Copy-editingUpdated 2 years ago
Copy-editors are wonderful people. They’re the people who specialise in making sure all the grammar and punctuation in a manuscript are pristine. Often they are the people who comb through nitty gritty things like Bibliographies and Footnotes to make sure they’re all in the right order and make sense.
Copy-editors work to a brief given by the editorial and production department to make sure a manuscript fits into a house style – for example, it may be a publisher’s house style that all speech is set in single speech marks instead of double speech marks, or that all numbers are written out as words rather than arabic. They’ll also bear things in mind like an author’s narrative style, so that nothing gets accidentally corrected when it should stay as it is, for example where a method such as repetition or stream-of-consciousness has been used as part of a narrative style.

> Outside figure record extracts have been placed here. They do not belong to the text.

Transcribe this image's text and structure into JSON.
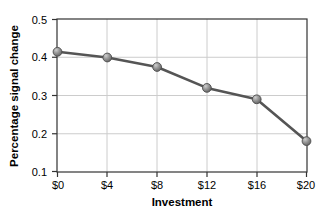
{
  "chart_data": {
    "type": "line",
    "title": "",
    "xlabel": "Investment",
    "ylabel": "Percentage signal change",
    "x": [
      0,
      4,
      8,
      12,
      16,
      20
    ],
    "categories": [
      "$0",
      "$4",
      "$8",
      "$12",
      "$16",
      "$20"
    ],
    "values": [
      0.415,
      0.4,
      0.375,
      0.32,
      0.29,
      0.18
    ],
    "series": [
      {
        "name": "Percentage signal change",
        "values": [
          0.415,
          0.4,
          0.375,
          0.32,
          0.29,
          0.18
        ]
      }
    ],
    "xtick_labels": [
      "$0",
      "$4",
      "$8",
      "$12",
      "$16",
      "$20"
    ],
    "ytick_labels": [
      "0.5",
      "0.4",
      "0.3",
      "0.2",
      "0.1"
    ],
    "yticks": [
      0.5,
      0.4,
      0.3,
      0.2,
      0.1
    ],
    "ylim": [
      0.1,
      0.5
    ],
    "xlim": [
      0,
      20
    ],
    "grid": "horizontal-and-vertical",
    "legend": "none",
    "marker": "circle-sphere",
    "colors": {
      "line": "#555555",
      "marker_fill": "#8c8c8c",
      "marker_edge": "#4d4d4d",
      "grid": "#cccccc",
      "axis": "#333333",
      "text": "#000000",
      "background": "#ffffff"
    }
  }
}
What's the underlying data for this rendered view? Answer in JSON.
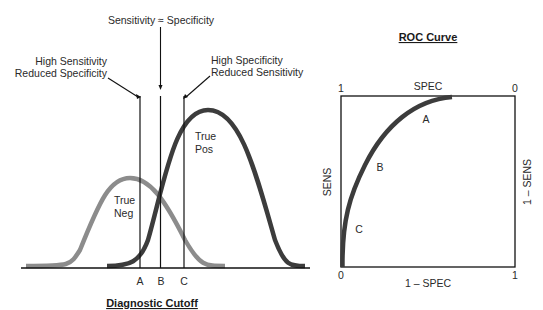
{
  "left_panel": {
    "title": "Diagnostic Cutoff",
    "top_label": "Sensitivity ≈ Specificity",
    "left_annotation": [
      "High Sensitivity",
      "Reduced Specificity"
    ],
    "right_annotation": [
      "High Specificity",
      "Reduced Sensitivity"
    ],
    "neg_label": [
      "True",
      "Neg"
    ],
    "pos_label": [
      "True",
      "Pos"
    ],
    "cutoffs": [
      "A",
      "B",
      "C"
    ],
    "colors": {
      "neg_curve": "#8c8c8c",
      "pos_curve": "#3c3c3c",
      "lines": "#111111"
    }
  },
  "right_panel": {
    "title": "ROC Curve",
    "top_axis_label": "SPEC",
    "bottom_axis_label": "1 – SPEC",
    "left_axis_label": "SENS",
    "right_axis_label": "1 – SENS",
    "top_left_tick": "1",
    "top_right_tick": "0",
    "bottom_left_tick": "0",
    "bottom_right_tick": "1",
    "point_labels": [
      "A",
      "B",
      "C"
    ],
    "colors": {
      "curve": "#3c3c3c",
      "frame": "#111111"
    }
  }
}
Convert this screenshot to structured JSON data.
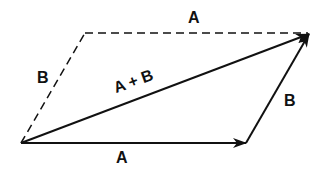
{
  "colors": {
    "ink": "#111111",
    "background": "#ffffff"
  },
  "labels": {
    "top_a": "A",
    "left_b": "B",
    "sum": "A + B",
    "right_b": "B",
    "bottom_a": "A"
  },
  "vectors": [
    {
      "name": "A",
      "style": "solid",
      "from": [
        21,
        143
      ],
      "to": [
        246,
        143
      ],
      "arrow": true
    },
    {
      "name": "B",
      "style": "solid",
      "from": [
        246,
        143
      ],
      "to": [
        310,
        33
      ],
      "arrow": true
    },
    {
      "name": "A + B",
      "style": "solid",
      "from": [
        21,
        143
      ],
      "to": [
        310,
        33
      ],
      "arrow": true
    },
    {
      "name": "B (dashed)",
      "style": "dashed",
      "from": [
        21,
        143
      ],
      "to": [
        85,
        33
      ],
      "arrow": false
    },
    {
      "name": "A (dashed)",
      "style": "dashed",
      "from": [
        85,
        33
      ],
      "to": [
        310,
        33
      ],
      "arrow": false
    }
  ]
}
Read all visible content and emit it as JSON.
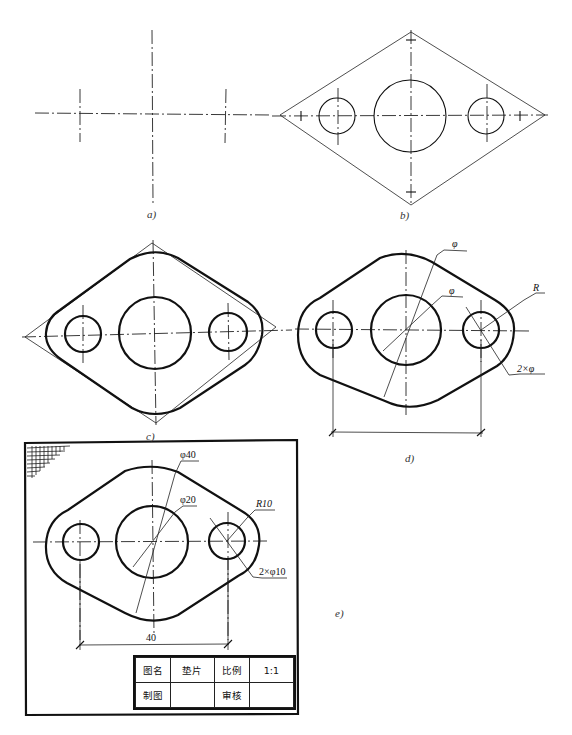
{
  "figure": {
    "subfigures": [
      {
        "id": "a",
        "label": "a)",
        "description": "Centerlines for three holes"
      },
      {
        "id": "b",
        "label": "b)",
        "description": "Construction: circles and rhombus tangent lines"
      },
      {
        "id": "c",
        "label": "c)",
        "description": "Outline thickened with fillets"
      },
      {
        "id": "d",
        "label": "d)",
        "description": "Dimension lines without values"
      },
      {
        "id": "e",
        "label": "e)",
        "description": "Finished drawing with frame and title block"
      }
    ],
    "d_dimensions": {
      "outer_dia": "φ",
      "inner_dia": "φ",
      "radius": "R",
      "small_holes": "2×φ"
    },
    "e_dimensions": {
      "outer_dia": "φ40",
      "inner_dia": "φ20",
      "radius": "R10",
      "small_holes": "2×φ10",
      "center_distance": "40"
    },
    "title_block": {
      "row1": [
        "图名",
        "垫片",
        "比例",
        "1:1"
      ],
      "row2": [
        "制图",
        "",
        "审核",
        ""
      ]
    }
  }
}
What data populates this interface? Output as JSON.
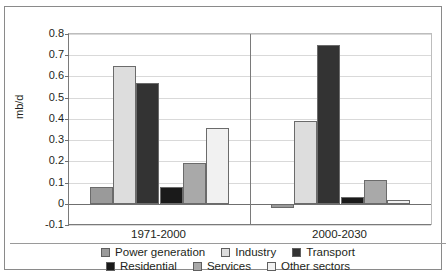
{
  "axis": {
    "ylabel": "mb/d",
    "yticks": [
      "0.8",
      "0.7",
      "0.6",
      "0.5",
      "0.4",
      "0.3",
      "0.2",
      "0.1",
      "0",
      "-0.1"
    ],
    "ymin": -0.1,
    "ymax": 0.8
  },
  "legend": {
    "rows": [
      [
        {
          "label": "Power generation",
          "color": "#9a9a9a"
        },
        {
          "label": "Industry",
          "color": "#dddddd"
        },
        {
          "label": "Transport",
          "color": "#333333"
        }
      ],
      [
        {
          "label": "Residential",
          "color": "#1a1a1a"
        },
        {
          "label": "Services",
          "color": "#a9a9a9"
        },
        {
          "label": "Other sectors",
          "color": "#f1f1f1"
        }
      ]
    ]
  },
  "chart_data": {
    "type": "bar",
    "title": "",
    "xlabel": "",
    "ylabel": "mb/d",
    "ylim": [
      -0.1,
      0.8
    ],
    "grid": true,
    "legend_position": "bottom",
    "categories": [
      "1971-2000",
      "2000-2030"
    ],
    "series": [
      {
        "name": "Power generation",
        "color": "#9a9a9a",
        "values": [
          0.08,
          -0.02
        ]
      },
      {
        "name": "Industry",
        "color": "#dddddd",
        "values": [
          0.65,
          0.39
        ]
      },
      {
        "name": "Transport",
        "color": "#333333",
        "values": [
          0.57,
          0.75
        ]
      },
      {
        "name": "Residential",
        "color": "#1a1a1a",
        "values": [
          0.08,
          0.03
        ]
      },
      {
        "name": "Services",
        "color": "#a9a9a9",
        "values": [
          0.19,
          0.11
        ]
      },
      {
        "name": "Other sectors",
        "color": "#f1f1f1",
        "values": [
          0.355,
          0.02
        ]
      }
    ]
  }
}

A good copy-editor may seek clarification from you on points of fact or consistency, and often when a corrected manuscript comes back from the copyeditor, it comes with a list of queries. On one of our recent fiction books, this included notes like, ‘early in the book you say this character uses old sandals instead of slippers, but later refer to her wearing slippers after all. Is this intentional?’ And ‘this character has been sectioned and in the first half of the novel the daily dosage of their pills is different to the second half. Do you need to explain to the reader why this is?’. Largely queries concern continuity, either in writing style or in layout and ordering.
An author then has some time to make some final tweaks to fix anything that’s arisen from a copyedit, before the final final version goes into the next stage of the process. It’s very important – for everyone’s sanity and benefit – that the manuscript submitted at this point is final (see Proofreading, below).